I got moving, and fifteen minutes later I was at his door with two six-packs of 16-ouncers. The Mormons were a little late, so we had time to do a little prep work—about three each.
“Maybe we shouldn’t drink,” I said.
“Why not?” Lawrence shot back.
“Might be sort of sacrilegious.”
“What the hell do you know about their sacraments? Jesus drank, didn’t he?”
“Our old-time Jesus, but maybe not the latter-day Jesus.”
“Do you know any of this stuff, or are you just making it up?

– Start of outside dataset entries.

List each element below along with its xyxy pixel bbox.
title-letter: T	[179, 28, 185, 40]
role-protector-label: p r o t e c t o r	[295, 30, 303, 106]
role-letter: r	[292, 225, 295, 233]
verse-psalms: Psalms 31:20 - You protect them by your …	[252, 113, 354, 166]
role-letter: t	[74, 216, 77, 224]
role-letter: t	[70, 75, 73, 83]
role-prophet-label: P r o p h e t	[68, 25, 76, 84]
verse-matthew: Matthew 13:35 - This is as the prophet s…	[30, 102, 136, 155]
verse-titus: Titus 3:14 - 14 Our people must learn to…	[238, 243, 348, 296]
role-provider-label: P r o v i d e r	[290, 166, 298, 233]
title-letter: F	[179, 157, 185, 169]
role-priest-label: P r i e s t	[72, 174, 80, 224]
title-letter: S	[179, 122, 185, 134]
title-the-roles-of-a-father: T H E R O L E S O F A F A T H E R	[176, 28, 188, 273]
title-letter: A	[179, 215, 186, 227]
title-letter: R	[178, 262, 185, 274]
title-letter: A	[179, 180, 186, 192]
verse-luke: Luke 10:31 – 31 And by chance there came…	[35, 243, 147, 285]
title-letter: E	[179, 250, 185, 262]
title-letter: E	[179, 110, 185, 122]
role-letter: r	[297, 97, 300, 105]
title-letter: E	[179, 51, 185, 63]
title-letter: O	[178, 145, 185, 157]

“Well, I haven’t read much.”
“Just like you – no point in sullying the resources by consulting them, like with your rhetoric paper.”
That stung.
I was saved by the door knock.
* * *
The movie was actually pretty good: a short history of The Church of Latter Day Saints and a section of the major principles, mostly about the importance of family. A little heavy on how wonderful Mormons are, but what could you expect? The boys then did a little talk. They were very polite in their semi-IBM outfits. They heavily emphasized the community aspects of the religion and famous Mormons—like Deacon Vernon Law, who pitched pretty miraculously for the Pittsburgh Pirates back then.
Then these two nice boys went into what I think salesmen call “the turn.” That’s “the pitch” to the rest of us. Anyway, they are going on and on in a sort of modified Socratic fashion asking us question about logic and faith and, then answer them just right for how Mormonism would be good for anybody. My pal Lawrence answered the last question about what’s worth believing with the unforgettable: “You have to understand our keenly honed minds just can’t accept this glib analysis of spiritual beings.”
No kidding, “keenly honed minds.”
And then these nice boys did something I’ve never seen the likes of before or since.
They were both tall, good-looking; they could have had lots of dates or played basketball for a university—one kind of looked like Jerry West, long arms and all—done all of those fun young things instead of touring the country for their Mormon religion. They both simultaneously dropped to their knees There they were: nice young men kneeling, their clean pressed pants wrinkled and soiled on Lawrence’s dirty floor, still in the flickering light of their projector, looking up to the ceiling and I guess to the sky above it. Almost angelic: I got goose bumps.
Lawrence and I, on the other hand, were sitting on the couch, the best seats in the room, swilling down the 12 ouncers, a little bleary-eyed, hungry. I even heard my self burping on my cheap beer, involuntarily of course. I thought even then, to them we probably looked a little like bums, lost anyway. It occurred to me that must be why they call it “missionary work”. Although I theoretically, intellectually, thought I was on Lawrence’s side, that “keenly honed minds” remark stuck in my craw.
For a long time after, I kidded Lawrence about his “keenly honed mind”, but held close my envy of those boys.
***
A seventh generation Pittsburgher, Jay Carson taught creative writing, literature, and rhetoric at Robert Morris University for many years, where he was a University Professor and a faculty advisor to the student literary journal, Rune. Jay regularly presents, reads, and publishes. More than 70 of his poems have appeared in local and national literary journals, magazines, and anthologies. He co-edited with Judith Robinson a collection of Margaret Menamin’s poetry entitled, The Snow Falls Up. Jay has recently published a chapbook, Irish Coffee, with Coal Hill Review. A full-length book of his poems entitled The Cinnamon of Desire was published by Main Street Rag in the late fall of 2012. Jay considers work Appalachian, Irish, accessible, the problem-solving spiritual survival of a raging, youth – and just what you might need.